Punkdeia

Poster by Julia Selker

The Punkdeia schedule poster shared around the Reed campus. (Click to see whole calendar.)

Paideia went punk. Junior physics major Julia Selker organized Punkdeia at an off campus house the Wednesday of Paideia 2014. Completely autonomous from Reed, Punkdeia was a daylong progression of Paideia-style classes, several of which would likely not have been approved by the administration. But first some history. Julia was embroiled in the controversy that racked Paideia last year.

As Paideia Czar for the 2013 Paideia, Julia had been responsible for all of Paideia. She collected and went through the proposed classes and met with Community Safety and Facilities Services who looked for safety hazards and ensured that no buildings or trees would be damaged. The CSO check was pretty rudimentary. They made sure the liquor courses would check for IDs and the teacher of the straight razor class wasn’t a budding Sweeney Todd.
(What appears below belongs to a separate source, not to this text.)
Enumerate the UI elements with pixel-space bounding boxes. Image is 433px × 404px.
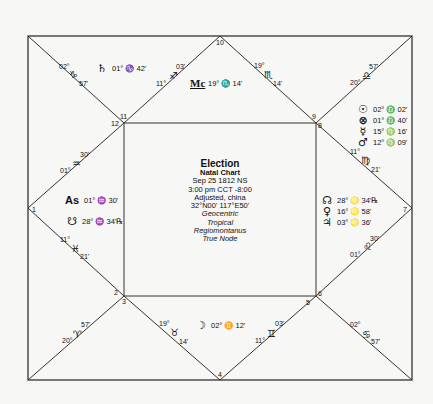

Julia published the 20-page Paideia schedule, which was available for almost a full week without any complaints. This is when Kroger ran headlong into his first Reed controversy, ordering that a fermentation class cut its alcohol component and that two other courses be cut entirely. Kroger was as heavy-handed as he was hands-off, delegating his pronouncements through intermediaries. In Julia’s opinion, the most objectionable part was how he passed off contact, first to Kristin Holmberg, Director of Student Activities and then to Mike Brody, Dean of Students.

Kroger’s main line of reasoning was liability: the school could be held accountable for what was taught in Paideia classes. The Paideia controversy attracted the attention of alumni, many of whom saw the controversy as the latest emanation of Administration vs. The Student Body. The backlash built until Kroger scheduled a Reed Forum. He responded to student complaints and Olde Reede territorialism in reticent, lawyerly fashion. But that’s old news.

Julia joined the 2014 Paideia Committee, remaining committed to the tradition. “Paideia’s one of the reasons I came to Reed. We teach each other every day. Paideia is a symbol of that. Paideia is a chance to get an audience, to get money. You get such validation from teaching a class. You teach someone one moment, and then you’re learning from them later,” says Julia. “You can learn something, anything, well enough to teach it to your peers for an hour. That’s the truth of it. It reminds me what I can learn.”

But the bureaucracy had started to wear on Julia. Liability was the new buzzword, and hardline mandates would hamstring what classes could be conducted. If anyone was injured in any way, and it was found that the student had learned about what harmed them in a Paideia class, even if it was just possible that they had learned about it in a Paideia class, it could be really bad for the school.

At this juncture, Punkdeia was born. The “Punk” is about an ethos and not a genre of music, harkening to grass roots and defiance toward authority. Though the school would likely not have approved some of the Punkdeia classes, none of the Punkdeia  activities were inherently illegal.

The pseudonym-wielding Tesla Maus taught a class on Stick and Poke Tattoos, which are permanent tattoos that are almost as simple as they sound. Participants took sterilized needles, wrapped thread around them, applied ink and repeatedly stabbed someone until they made a tattoo.

Though some practiced their tattoo making on oranges, others went in for the real thing. A mini pentagram was tatted to a finger; whales and trees took to arms and a lion landed on a wrist. 

Classes and activities filled the day. A fire starting class lit up the back yard and Curbside Redemption taught a rolling class. Unregulated Depressants, the class that had been canceled when it had been called “Put This in Your Pipe and Smoke It,” was held, Kroger unwittingly gave the course its title in his letter to the community about Paideia last year. It turns out that by “unregulated” they mean completely legal to purchase and use, and by “depressant” they mean mellow—sort of like how alcohol is a depressant but with a less intoxicating effect.

We ended up on the back porch taking turns sharing poems. Someone sparked a J. “Try this,” they said, offering it my way.  

“I’m set,” I responded, “I don’t smoke weed these days.”

“It’s not marijuana,” he said. “It’s a bunch of other herbs: lavender, mugwort and mullein leaf.” The smoke was pleasant. As I relaxed into a mellow sensation, I realized that I held in my hand the root of last year’s controversy. I exhaled. So much fuss over this?

The night evolved into standard revelry with dance music in the basement and (legal) consumption of alcohol. The neighbors were undisturbed and no cops showed. Punkdeia was pulled off with hardly a hitch. It succeeded for the same reason that Paideia continues to succeed despite overbearing oversight: “We have so much to teach each other, and there’s so much to learn,” says Julia. “You’re only at this school for so long. Go to the clubs. Go to the talks. Learn something, and then teach it. We won’t be in an intellectual community like this again.”